GNSS Research: Summary of STRIKE3’s first year

Example of unusual detected signal type likely to have an impact on GNSS performance. (Figures courtesy of Nottingham Scientific Ltd.)

Presented at the European Navigation Conference, Switzerland, May 2017

This paper summarizes major findings from the first year of monitoring by the International Knowledge Exchange, Experimentation and Exploitation (STRIKE3), a new European initiative to support the increasing use of GNSS within safety, security, governmental and regulated applications and addressing concerns about GNSS denial of service attacks. STRIKE3 monitors the international GNSS threat scene to capture the scale and dynamics of the problem and works with international GNSS partners to develop, negotiate, promote and implement standards for threat reporting and receiver testing through an international GNSS interference monitoring network.

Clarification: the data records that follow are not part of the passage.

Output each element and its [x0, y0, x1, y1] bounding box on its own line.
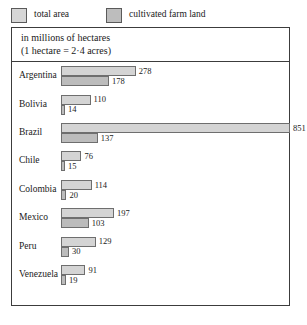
- bar-farm: [61, 218, 89, 228]
- legend-label-cultivated-farm-land: cultivated farm land: [129, 10, 206, 20]
- bar-row-farm: 30: [61, 247, 287, 257]
- country-label: Bolivia: [19, 100, 47, 110]
- bar-row-farm: 20: [61, 190, 287, 200]
- bar-farm: [61, 161, 65, 171]
- bar-row-total: 110: [61, 95, 287, 105]
- bar-row-total: 197: [61, 208, 287, 218]
- legend-item-cultivated-farm-land: cultivated farm land: [106, 8, 206, 23]
- bar-total: [61, 208, 114, 218]
- country-label: Chile: [19, 157, 40, 167]
- bar-row-farm: 19: [61, 275, 287, 285]
- chart-legend: total area cultivated farm land: [11, 5, 206, 25]
- chart-row: Bolivia11014: [12, 90, 289, 118]
- bar-value-farm: 14: [68, 105, 77, 114]
- chart-title: in millions of hectares: [21, 32, 289, 45]
- bar-value-farm: 20: [69, 191, 78, 200]
- bar-value-total: 197: [117, 209, 130, 218]
- bar-farm: [61, 133, 98, 143]
- bar-row-total: 278: [61, 66, 287, 76]
- bar-group: 197103: [61, 208, 287, 228]
- chart-plot-area: Argentina278178Bolivia11014Brazil851137C…: [12, 62, 289, 305]
- country-label: Colombia: [19, 185, 56, 195]
- bar-group: 7615: [61, 151, 287, 171]
- chart-row: Chile7615: [12, 147, 289, 175]
- bar-group: 12930: [61, 237, 287, 257]
- chart-title-block: in millions of hectares (1 hectare = 2·4…: [12, 28, 289, 62]
- bar-row-total: 114: [61, 180, 287, 190]
- bar-total: [61, 237, 96, 247]
- bar-farm: [61, 275, 66, 285]
- bar-value-farm: 178: [112, 77, 125, 86]
- legend-item-total-area: total area: [11, 8, 69, 23]
- chart-row: Peru12930: [12, 232, 289, 260]
- legend-swatch-total-area: [11, 8, 27, 23]
- bar-group: 851137: [61, 123, 287, 143]
- country-label: Mexico: [19, 213, 48, 223]
- bar-total: [61, 66, 136, 76]
- country-label: Peru: [19, 242, 36, 252]
- bar-value-total: 91: [88, 266, 97, 275]
- country-label: Argentina: [19, 71, 57, 81]
- bar-total: [61, 265, 85, 275]
- bar-row-total: 129: [61, 237, 287, 247]
- bar-total: [61, 180, 92, 190]
- chart-subtitle: (1 hectare = 2·4 acres): [21, 45, 289, 58]
- bar-row-farm: 14: [61, 105, 287, 115]
- bar-value-farm: 103: [92, 219, 105, 228]
- bar-value-farm: 19: [69, 276, 78, 285]
- bar-total: [61, 151, 81, 161]
- country-label: Venezuela: [19, 270, 58, 280]
- bar-value-total: 76: [84, 152, 93, 161]
- bar-value-farm: 15: [68, 162, 77, 171]
- bar-farm: [61, 190, 66, 200]
- bar-farm: [61, 247, 69, 257]
- chart-row: Venezuela9119: [12, 261, 289, 289]
- bar-total: [61, 123, 290, 133]
- chart-frame: in millions of hectares (1 hectare = 2·4…: [11, 27, 290, 306]
- bar-group: 278178: [61, 66, 287, 86]
- bar-row-farm: 103: [61, 218, 287, 228]
- legend-swatch-cultivated-farm-land: [106, 8, 122, 23]
- chart-row: Colombia11420: [12, 176, 289, 204]
- bar-row-total: 76: [61, 151, 287, 161]
- bar-group: 11420: [61, 180, 287, 200]
- bar-farm: [61, 76, 109, 86]
- legend-label-total-area: total area: [34, 10, 69, 20]
- bar-row-total: 91: [61, 265, 287, 275]
- bar-row-total: 851: [61, 123, 287, 133]
- bar-group: 11014: [61, 95, 287, 115]
- country-label: Brazil: [19, 128, 42, 138]
- bar-value-total: 114: [95, 181, 107, 190]
- bar-row-farm: 178: [61, 76, 287, 86]
- bar-farm: [61, 105, 65, 115]
- chart-row: Mexico197103: [12, 204, 289, 232]
- bar-value-total: 110: [94, 95, 106, 104]
- bar-value-total: 851: [293, 124, 306, 133]
- bar-row-farm: 15: [61, 161, 287, 171]
- bar-value-total: 129: [99, 237, 112, 246]
- bar-value-farm: 137: [101, 134, 114, 143]
- bar-value-farm: 30: [72, 247, 81, 256]
- bar-value-total: 278: [139, 67, 152, 76]
- bar-group: 9119: [61, 265, 287, 285]
- chart-row: Brazil851137: [12, 119, 289, 147]
- chart-row: Argentina278178: [12, 62, 289, 90]
- bar-row-farm: 137: [61, 133, 287, 143]
- bar-total: [61, 95, 91, 105]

European economies are now dependent on uninterrupted access to GNSS services. At the same time, GNSS vulnerabilities are being exposed, and threats to denial of GNSS service are increasing. We must ensure that there is a common standard for GNSS threat monitoring and reporting, and a global standard for assessing the performance of GNSS receivers and applications under threat. This will ensure the dominance of GNSS as the backbone to our positioning, navigation and timing needs.

STRIKE3 has built a network of more than 20 interference monitoring sites in 14 countries. This enables STRIKE3 to assess the incidence of deliberate jamming versus unintentional interference to be estimated, as well as comparisons of the most common types of interference at different types of location. Detailed data about the interference signals is collected and used in the creation of test standards. Common signal types as well as unusual ones that are likely to have a major impact on GNSS performance are extracted from the database and added to a test methodology. These will be used to test different types of receivers to better understand impact and help improve mitigation, finally leading to an international test specification.